Viewing 11 replies - 1 through 11 (of 11 total)
  • You cannot sitewide/network activation is still not a good thing for plugins that create files. In the next release you can either import settings for other blogs or configure the super admin’s site with settings and the children sites will copy and use those as those defaults upon activation.

    Hi Frederick,

    Can you give some advice on a basic approach on setting up W3TC on WPMU or better yet: WP 3.0 in MultiSite mode ?

    I can’t find any tips on the matter…

    Thanks ??

    The above is the only advice I can give. There are too many options to just deploy W3TC across an entire network in a single step.

    Ok, I understand. Looking forward to that next release! And thinking about the option to propagate the Site Admin settings to other blogs upon activation, it might be a neat thing to be able for the site admin to ‘lock’ these settings for all sites. I mean, W3TC is difficult for even a webmaster to configure, let alone some individual blog/site owner.

    As I understand it, settings like compression might even cause sites to become slower on some servers. It would be a good idea to be able to disable individual (or even ALL?) options for single site owners. So they cannot change settings that might break their site (or worse, the network) to avoid problems…

    Anyway, thanks ??

    The plugin is already 2MB, I’m not sure that feature benefits most of the users. If a webmasters don’t understand the plugin, they don’t need to change the settings. Just because there are lots of options doesn’t mean they all have to be touched. ?? Anyway, once configured most plugins are never touched.

    As for the compression issue, that is not true, the point of caching is to resolve that case.

    Actually i don’t think should be that difficult:
    just add if (is_site_admin()) to the hook menu or better add a hook to the MU admin menu (there is a funtion for that mather)

    Also the plugin only need en activate/install if there is an function called is_site_admin() and if true just copy the options from the main blog (id: 1). That’s the easiest way althought will not modify the ones created already when the main blog changes the options (would be enought with a loop checking all exisitng blog thou)

    Wonderfull plugin by the way..

    Regards!!

    Sorry, but it is difficult. As I already explained there are two ways to activate your settings site wide right now. When site-wide activation is less buggy for plugins that create files, I’ll revisit the issue.

    I sympathize with the size issue, but I think what Ravan had to say actually is spot on. The size of the plugin really doesn’t bother me in the least. I think the plugin’s future is tied closely to the development of multisites, which I believe will expand after the release of WP3. And his points go to the crux of the matter. It’s not that the web master doesn’t understand the plugin. It’s that people who have blogs hosted off the main site will get to tinkering in a way that can screw the pooch. An option to make the settings available only to the primary blog admin would be a way around this.

    Point taken.

    Mmm.. Ok.
    to make the plugins to get some “default” options is enough to do as follow:
    in file “wp-content/plugins/w3-total-cache/lib/W3/config.php”after
    var $_defaults = array(
    there are the default values. You only need to change them to whatever you need. To make it easier the file inside wp-content that’s named
    “w3-total-cache-config-yourdomain.php” you have the values as you save them. Just copy-paste.

    To get the activation site-wide avaliable is a little bit more tricki.
    In “wp-content/plugins/w3-total-cache/lib/W3/Plugin/Totalcache.php”
    look for the function : “function wpmu_check()”
    Comment both lines to allow you activate sitewide. This will also get ride of the funny bug that block you to activate sitewide any other plugin after this one (that’s why i have to look for it).
    And at last make that option and the errors only avaliable for the site admin:
    in the same file (Totalcache.php) look for the function:
    “function admin_menu()”
    You warp all the code of that function inside of:
    if (is_site_admin()){ … }

    And all done. Look the plugin is so wonderfull it will create a cache directory for every subdomain. Really a nice plugin it is.
    Regards.

    tmuka

    (@tmuka)

    Sorry to drag up this old thread. I’m wondering if there is any home for network activation with newer versions of WordPress. I appreciate anduriell’s tips but they don’t look like they apply to WordPress version 3.0.5.

    Thanks!

Viewing 11 replies - 1 through 11 (of 11 total)
  • The topic ‘[Plugin: W3 Total Cache] WordPress MU activation and sitewide cache’ is closed to new replies.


Scan the records below for the line with "Where is each" and the line with "What elements are". Repeat those two lines and every line between them exactly, and nothing else.

*Recorded data*.

┄┄┄┄┄┄

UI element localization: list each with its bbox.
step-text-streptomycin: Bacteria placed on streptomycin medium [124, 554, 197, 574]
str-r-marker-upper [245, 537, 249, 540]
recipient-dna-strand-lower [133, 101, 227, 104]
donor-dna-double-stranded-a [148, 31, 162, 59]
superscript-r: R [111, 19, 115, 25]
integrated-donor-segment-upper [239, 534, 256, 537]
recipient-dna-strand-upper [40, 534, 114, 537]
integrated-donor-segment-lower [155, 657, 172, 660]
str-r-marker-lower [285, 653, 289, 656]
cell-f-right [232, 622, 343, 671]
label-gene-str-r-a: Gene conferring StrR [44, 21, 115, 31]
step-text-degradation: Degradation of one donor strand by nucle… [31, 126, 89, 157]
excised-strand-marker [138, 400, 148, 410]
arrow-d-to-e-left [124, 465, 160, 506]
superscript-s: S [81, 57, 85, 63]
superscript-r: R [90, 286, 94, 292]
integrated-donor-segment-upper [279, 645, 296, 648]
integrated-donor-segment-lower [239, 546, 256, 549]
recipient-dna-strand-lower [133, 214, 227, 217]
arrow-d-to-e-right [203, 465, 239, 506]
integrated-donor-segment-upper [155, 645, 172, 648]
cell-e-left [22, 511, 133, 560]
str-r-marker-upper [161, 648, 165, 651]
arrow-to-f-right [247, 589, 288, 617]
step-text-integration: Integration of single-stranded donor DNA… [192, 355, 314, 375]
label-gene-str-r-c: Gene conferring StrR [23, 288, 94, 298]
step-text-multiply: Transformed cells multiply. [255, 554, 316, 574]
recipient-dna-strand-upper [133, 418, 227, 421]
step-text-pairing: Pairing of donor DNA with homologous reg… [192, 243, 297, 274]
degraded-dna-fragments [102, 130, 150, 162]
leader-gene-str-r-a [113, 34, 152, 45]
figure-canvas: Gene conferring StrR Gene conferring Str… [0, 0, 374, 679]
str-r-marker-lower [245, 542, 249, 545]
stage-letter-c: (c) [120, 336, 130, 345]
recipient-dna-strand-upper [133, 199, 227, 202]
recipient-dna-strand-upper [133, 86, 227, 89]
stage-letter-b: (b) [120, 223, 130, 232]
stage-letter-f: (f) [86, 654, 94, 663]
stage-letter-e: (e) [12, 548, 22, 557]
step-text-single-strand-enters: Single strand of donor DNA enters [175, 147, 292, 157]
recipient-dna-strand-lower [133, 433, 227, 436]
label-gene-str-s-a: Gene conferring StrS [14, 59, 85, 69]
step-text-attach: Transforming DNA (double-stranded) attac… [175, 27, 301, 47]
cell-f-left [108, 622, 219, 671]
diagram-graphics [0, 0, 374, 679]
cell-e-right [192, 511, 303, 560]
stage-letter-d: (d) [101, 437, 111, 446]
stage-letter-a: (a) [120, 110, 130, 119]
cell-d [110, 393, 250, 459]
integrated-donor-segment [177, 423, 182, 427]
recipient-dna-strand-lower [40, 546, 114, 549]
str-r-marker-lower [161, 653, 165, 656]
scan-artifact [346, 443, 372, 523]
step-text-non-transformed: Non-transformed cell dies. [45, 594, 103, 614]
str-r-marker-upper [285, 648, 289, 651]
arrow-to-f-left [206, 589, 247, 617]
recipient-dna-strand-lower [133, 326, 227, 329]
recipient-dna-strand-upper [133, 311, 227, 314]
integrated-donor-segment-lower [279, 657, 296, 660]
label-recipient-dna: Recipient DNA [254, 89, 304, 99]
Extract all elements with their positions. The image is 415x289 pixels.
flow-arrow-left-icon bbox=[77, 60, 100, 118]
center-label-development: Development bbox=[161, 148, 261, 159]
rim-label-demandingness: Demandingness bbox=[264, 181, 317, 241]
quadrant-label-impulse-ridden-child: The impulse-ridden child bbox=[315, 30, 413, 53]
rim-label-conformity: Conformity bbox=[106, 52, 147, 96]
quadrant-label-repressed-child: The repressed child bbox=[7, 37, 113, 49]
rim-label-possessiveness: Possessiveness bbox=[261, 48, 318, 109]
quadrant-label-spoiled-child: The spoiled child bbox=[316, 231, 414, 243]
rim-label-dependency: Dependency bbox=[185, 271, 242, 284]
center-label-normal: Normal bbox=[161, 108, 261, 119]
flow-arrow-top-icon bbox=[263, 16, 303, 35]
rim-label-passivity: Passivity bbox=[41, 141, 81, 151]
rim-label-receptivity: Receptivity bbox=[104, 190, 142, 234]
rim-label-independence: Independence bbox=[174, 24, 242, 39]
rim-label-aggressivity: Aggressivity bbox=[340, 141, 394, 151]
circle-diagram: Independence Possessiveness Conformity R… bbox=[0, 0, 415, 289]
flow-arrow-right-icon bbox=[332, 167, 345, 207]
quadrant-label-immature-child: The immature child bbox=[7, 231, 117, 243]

┄┄┄┄┄┄

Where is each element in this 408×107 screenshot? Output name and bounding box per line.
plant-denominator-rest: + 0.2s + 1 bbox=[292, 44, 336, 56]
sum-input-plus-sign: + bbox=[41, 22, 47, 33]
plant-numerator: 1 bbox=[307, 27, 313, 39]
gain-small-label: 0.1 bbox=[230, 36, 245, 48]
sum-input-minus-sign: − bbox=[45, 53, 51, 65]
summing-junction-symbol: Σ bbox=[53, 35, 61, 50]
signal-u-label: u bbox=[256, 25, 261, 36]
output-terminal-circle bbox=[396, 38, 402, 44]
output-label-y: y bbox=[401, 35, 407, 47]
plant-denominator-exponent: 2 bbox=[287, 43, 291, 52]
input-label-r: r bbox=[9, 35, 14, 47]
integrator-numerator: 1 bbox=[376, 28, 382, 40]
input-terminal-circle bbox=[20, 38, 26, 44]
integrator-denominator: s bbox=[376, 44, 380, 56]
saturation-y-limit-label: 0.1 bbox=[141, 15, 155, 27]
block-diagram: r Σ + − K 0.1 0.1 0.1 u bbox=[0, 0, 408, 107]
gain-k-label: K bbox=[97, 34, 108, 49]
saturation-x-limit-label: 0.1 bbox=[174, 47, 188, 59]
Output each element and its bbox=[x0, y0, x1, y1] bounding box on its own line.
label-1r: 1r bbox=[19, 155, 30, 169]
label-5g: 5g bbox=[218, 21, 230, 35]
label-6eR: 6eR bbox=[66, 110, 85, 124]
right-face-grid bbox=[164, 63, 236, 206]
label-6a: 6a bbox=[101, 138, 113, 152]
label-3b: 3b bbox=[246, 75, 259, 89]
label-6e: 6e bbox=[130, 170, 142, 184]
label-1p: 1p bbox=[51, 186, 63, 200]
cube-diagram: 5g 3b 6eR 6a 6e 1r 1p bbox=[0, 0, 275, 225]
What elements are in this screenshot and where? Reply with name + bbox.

┄┄┄┄┄┄

*Response below*.
Where is each element in this 408×107 screenshot? Output name and bounding box per line.
plant-denominator-rest: + 0.2s + 1 bbox=[292, 44, 336, 56]
sum-input-plus-sign: + bbox=[41, 22, 47, 33]
plant-numerator: 1 bbox=[307, 27, 313, 39]
gain-small-label: 0.1 bbox=[230, 36, 245, 48]
sum-input-minus-sign: − bbox=[45, 53, 51, 65]
summing-junction-symbol: Σ bbox=[53, 35, 61, 50]
signal-u-label: u bbox=[256, 25, 261, 36]
output-terminal-circle bbox=[396, 38, 402, 44]
output-label-y: y bbox=[401, 35, 407, 47]
plant-denominator-exponent: 2 bbox=[287, 43, 291, 52]
input-label-r: r bbox=[9, 35, 14, 47]
integrator-numerator: 1 bbox=[376, 28, 382, 40]
input-terminal-circle bbox=[20, 38, 26, 44]
integrator-denominator: s bbox=[376, 44, 380, 56]
saturation-y-limit-label: 0.1 bbox=[141, 15, 155, 27]
block-diagram: r Σ + − K 0.1 0.1 0.1 u bbox=[0, 0, 408, 107]
gain-k-label: K bbox=[97, 34, 108, 49]
saturation-x-limit-label: 0.1 bbox=[174, 47, 188, 59]
Output each element and its bbox=[x0, y0, x1, y1] bounding box on its own line.
label-1r: 1r bbox=[19, 155, 30, 169]
label-5g: 5g bbox=[218, 21, 230, 35]
label-6eR: 6eR bbox=[66, 110, 85, 124]
right-face-grid bbox=[164, 63, 236, 206]
label-6a: 6a bbox=[101, 138, 113, 152]
label-3b: 3b bbox=[246, 75, 259, 89]
label-6e: 6e bbox=[130, 170, 142, 184]
label-1p: 1p bbox=[51, 186, 63, 200]
cube-diagram: 5g 3b 6eR 6a 6e 1r 1p bbox=[0, 0, 275, 225]
What elements are in this screenshot and where? Reply with name + bbox.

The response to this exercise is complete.